To increase the value of expert calls, investors should use them to validate or invalidate a pre-existing thesis. This structured approach yields more satisfying and insightful conversations than open-ended fact-finding.
Transcript libraries allow investors to quickly learn industry basics. This elevates the purpose of live expert calls from foundational learning to asking much deeper, nuanced questions that challenge a specific investment thesis.
Instead of manually conducting research, the modern investor's core skill is becoming the ability to architect systems. This involves designing AI prompts, workflows, and automated reports that create leverage for portfolio monitoring and idea generation.
Nearly 40% of AlphaSense's business comes from corporate clients. Corporate development, strategy, and investor relations teams are now major consumers of expert call libraries to understand how investors view their industry and competitors.
To test an expert's overall sentiment, ask an unrelated "burner question," such as about company culture. A sudden shift in tone can reveal underlying biases or problems not apparent when discussing business models or market structure.
At the end of an expert call, ask the expert to consider a scenario where your agreed-upon conclusions are incorrect. This prompts them to reveal second and third-order risks and blind spots that may not have surfaced during the main discussion.
AI tools are automating traditional analytical tasks, diminishing the edge from pure technical skill. The most valuable investors will be those who can apply superior judgment, market structure understanding, and pattern recognition to challenge and interpret AI-generated insights.
All data inputs for AI are inherently biased (e.g., bullish management, bearish former employees). The most effective approach is not to de-bias the inputs but to use AI to compare and contrast these biased perspectives to form an independent conclusion.
AI can be a powerful fraud detection tool by comparing a company's public statements against alternative data. For example, it can analyze satellite imagery of shipping traffic or factory activity and flag discrepancies with management's guidance.
While summarization is useful, AI's unique power is creating a massive grid comparing perspectives from management, sell-side analysts, and expert calls on key business drivers. This helps investors quickly identify the most critical debates for deeper research.
Previously, conducting large-scale surveys via expert calls was cost-prohibitive. AI-led interviewers remove human time constraints and dramatically lower costs, enabling investors to gather real-time market sentiment from hundreds of sources simultaneously.
During the time crunch of earnings season, AI excels at synthesizing disparate information. It can instantly compare a CEO's positive guidance against the recently reported cash flow statements of multiple competitors, flagging potential overconfidence or a genuine outlier.
AI isn't necessarily leading PE funds to do more deals. Instead, it compresses the initial, time-consuming phase of diligence from weeks to a single day, allowing teams to reallocate their energy toward deeper debate on core value creation drivers.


Problem details: After finding "Image is 980x478 pixels." in a line below, print that line and the rest of the lines exactly, leaving out all pictures.

*** Source material Section Begins ***

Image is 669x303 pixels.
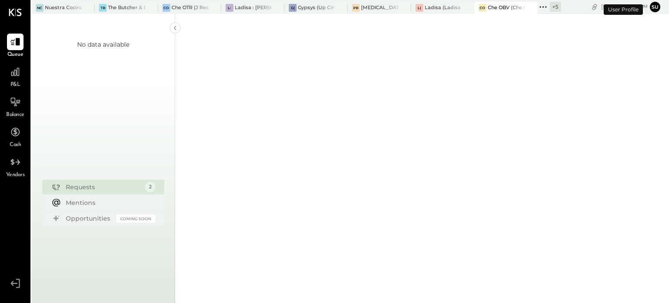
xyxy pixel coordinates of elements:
div: NC [36,4,44,12]
div: Gypsys (Up Cincinnati LLC) - Ignite [298,4,334,11]
span: 2 : 02 [621,3,639,11]
a: P&L [0,64,30,89]
div: Ladisa : [PERSON_NAME] in the Alley [235,4,271,11]
div: Opportunities [66,214,112,222]
div: CO [162,4,170,12]
span: Queue [7,51,24,59]
div: [DATE] [601,3,647,11]
div: Mentions [66,198,151,207]
div: [MEDICAL_DATA] (JSI LLC) - Ignite [361,4,398,11]
div: No data available [77,40,129,49]
div: The Butcher & Barrel (L Argento LLC) - [GEOGRAPHIC_DATA] [108,4,145,11]
div: CO [479,4,486,12]
button: su [650,2,660,12]
div: G( [289,4,297,12]
div: Coming Soon [116,214,155,222]
span: pm [640,3,647,10]
a: Queue [0,34,30,59]
div: Requests [66,182,141,191]
span: P&L [10,81,20,89]
a: Vendors [0,154,30,179]
span: Balance [6,111,24,119]
div: L( [415,4,423,12]
div: L: [226,4,233,12]
a: Cash [0,124,30,149]
div: PB [352,4,360,12]
div: + 5 [549,2,561,12]
div: Ladisa (Ladisa Corp.) - Ignite [425,4,461,11]
span: Vendors [6,171,25,179]
div: User Profile [603,4,643,15]
div: copy link [590,2,599,11]
div: TB [99,4,107,12]
div: Nuestra Cocina LLC - [GEOGRAPHIC_DATA] [45,4,81,11]
div: Che OBV (Che OBV LLC) - Ignite [488,4,524,11]
div: 2 [145,182,155,192]
span: Cash [10,141,21,149]
div: Che OTR (J Restaurant LLC) - Ignite [172,4,208,11]
a: Balance [0,94,30,119]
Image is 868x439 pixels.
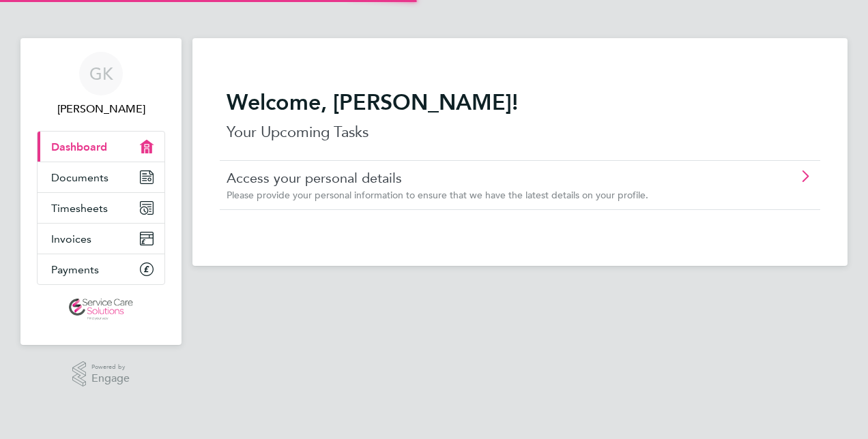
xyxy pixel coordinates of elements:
a: Powered byEngage [72,361,131,388]
h2: Welcome, [PERSON_NAME]! [227,89,813,116]
a: Payments [38,255,164,285]
span: Payments [51,264,99,276]
a: Timesheets [38,193,164,223]
p: Your Upcoming Tasks [227,122,813,144]
a: Go to home page [37,299,165,321]
img: servicecare-logo-retina.png [69,299,133,321]
span: Invoices [51,233,92,246]
span: Dashboard [51,140,107,153]
span: Documents [51,171,108,184]
span: Powered by [92,361,130,373]
span: GK [89,65,113,83]
a: GK[PERSON_NAME] [37,52,165,117]
a: Dashboard [38,131,164,161]
span: Please provide your personal information to ensure that we have the latest details on your profile. [227,189,648,201]
a: Access your personal details [227,169,737,187]
nav: Main navigation [20,38,182,346]
span: Timesheets [51,202,108,215]
a: Invoices [38,224,164,254]
span: Engage [92,373,130,384]
span: Gary Kilbride [37,101,165,117]
a: Documents [38,162,164,192]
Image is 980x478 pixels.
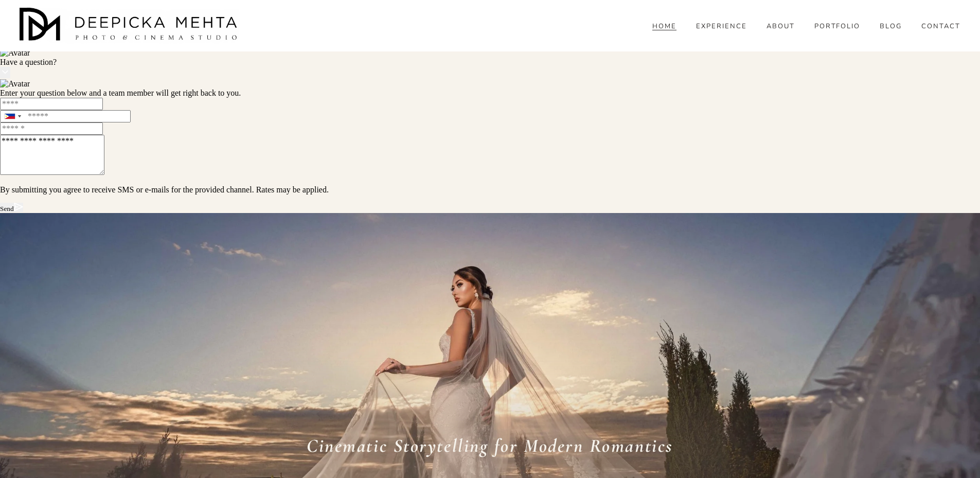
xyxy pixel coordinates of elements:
[879,22,902,31] a: folder dropdown
[921,22,960,31] a: CONTACT
[20,8,241,44] img: Austin Wedding Photographer - Deepicka Mehta Photography &amp; Cinematography
[766,22,794,31] a: ABOUT
[879,22,902,31] span: BLOG
[652,22,676,31] a: HOME
[307,434,673,457] em: Cinematic Storytelling for Modern Romantics
[696,22,746,31] a: EXPERIENCE
[814,22,860,31] a: PORTFOLIO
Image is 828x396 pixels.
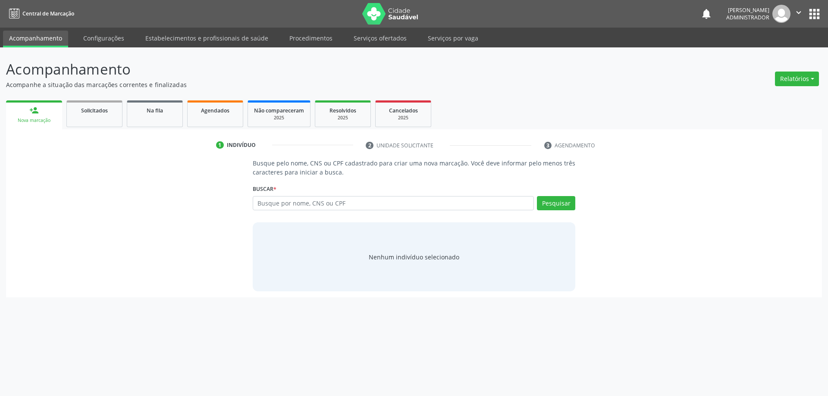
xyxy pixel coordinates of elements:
span: Não compareceram [254,107,304,114]
button: Pesquisar [537,196,575,211]
div: 2025 [321,115,365,121]
a: Serviços ofertados [348,31,413,46]
button:  [791,5,807,23]
span: Administrador [726,14,770,21]
p: Acompanhe a situação das marcações correntes e finalizadas [6,80,577,89]
a: Estabelecimentos e profissionais de saúde [139,31,274,46]
a: Serviços por vaga [422,31,484,46]
div: Indivíduo [227,142,256,149]
label: Buscar [253,183,277,196]
span: Solicitados [81,107,108,114]
button: Relatórios [775,72,819,86]
div: 2025 [382,115,425,121]
i:  [794,8,804,17]
a: Central de Marcação [6,6,74,21]
span: Na fila [147,107,163,114]
button: notifications [701,8,713,20]
div: 2025 [254,115,304,121]
a: Configurações [77,31,130,46]
p: Busque pelo nome, CNS ou CPF cadastrado para criar uma nova marcação. Você deve informar pelo men... [253,159,576,177]
button: apps [807,6,822,22]
span: Cancelados [389,107,418,114]
span: Resolvidos [330,107,356,114]
p: Acompanhamento [6,59,577,80]
img: img [773,5,791,23]
div: 1 [216,142,224,149]
div: [PERSON_NAME] [726,6,770,14]
div: Nova marcação [12,117,56,124]
span: Central de Marcação [22,10,74,17]
input: Busque por nome, CNS ou CPF [253,196,535,211]
a: Acompanhamento [3,31,68,47]
span: Agendados [201,107,230,114]
a: Procedimentos [283,31,339,46]
div: person_add [29,106,39,115]
div: Nenhum indivíduo selecionado [369,253,459,262]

*** Source material Section Ends ***

Answer to this exercise:
Image is 980x478 pixels.
xyxy pixel coordinates of elements:
[879,22,902,31] a: folder dropdown
[921,22,960,31] a: CONTACT
[20,8,241,44] img: Austin Wedding Photographer - Deepicka Mehta Photography &amp; Cinematography
[766,22,794,31] a: ABOUT
[879,22,902,31] span: BLOG
[652,22,676,31] a: HOME
[307,434,673,457] em: Cinematic Storytelling for Modern Romantics
[696,22,746,31] a: EXPERIENCE
[814,22,860,31] a: PORTFOLIO
Image is 828x396 pixels.
xyxy pixel coordinates of elements:
span: Não compareceram [254,107,304,114]
button: Pesquisar [537,196,575,211]
div: 2025 [321,115,365,121]
a: Serviços ofertados [348,31,413,46]
button:  [791,5,807,23]
span: Administrador [726,14,770,21]
p: Acompanhe a situação das marcações correntes e finalizadas [6,80,577,89]
a: Estabelecimentos e profissionais de saúde [139,31,274,46]
a: Serviços por vaga [422,31,484,46]
div: Indivíduo [227,142,256,149]
label: Buscar [253,183,277,196]
span: Solicitados [81,107,108,114]
button: Relatórios [775,72,819,86]
div: 2025 [382,115,425,121]
i:  [794,8,804,17]
a: Central de Marcação [6,6,74,21]
span: Na fila [147,107,163,114]
button: notifications [701,8,713,20]
div: 2025 [254,115,304,121]
a: Configurações [77,31,130,46]
p: Busque pelo nome, CNS ou CPF cadastrado para criar uma nova marcação. Você deve informar pelo men... [253,159,576,177]
button: apps [807,6,822,22]
span: Cancelados [389,107,418,114]
span: Resolvidos [330,107,356,114]
p: Acompanhamento [6,59,577,80]
img: img [773,5,791,23]
div: 1 [216,142,224,149]
div: [PERSON_NAME] [726,6,770,14]
div: Nova marcação [12,117,56,124]
span: Central de Marcação [22,10,74,17]
input: Busque por nome, CNS ou CPF [253,196,535,211]
a: Acompanhamento [3,31,68,47]
span: Agendados [201,107,230,114]
a: Procedimentos [283,31,339,46]
div: person_add [29,106,39,115]
div: Nenhum indivíduo selecionado [369,253,459,262]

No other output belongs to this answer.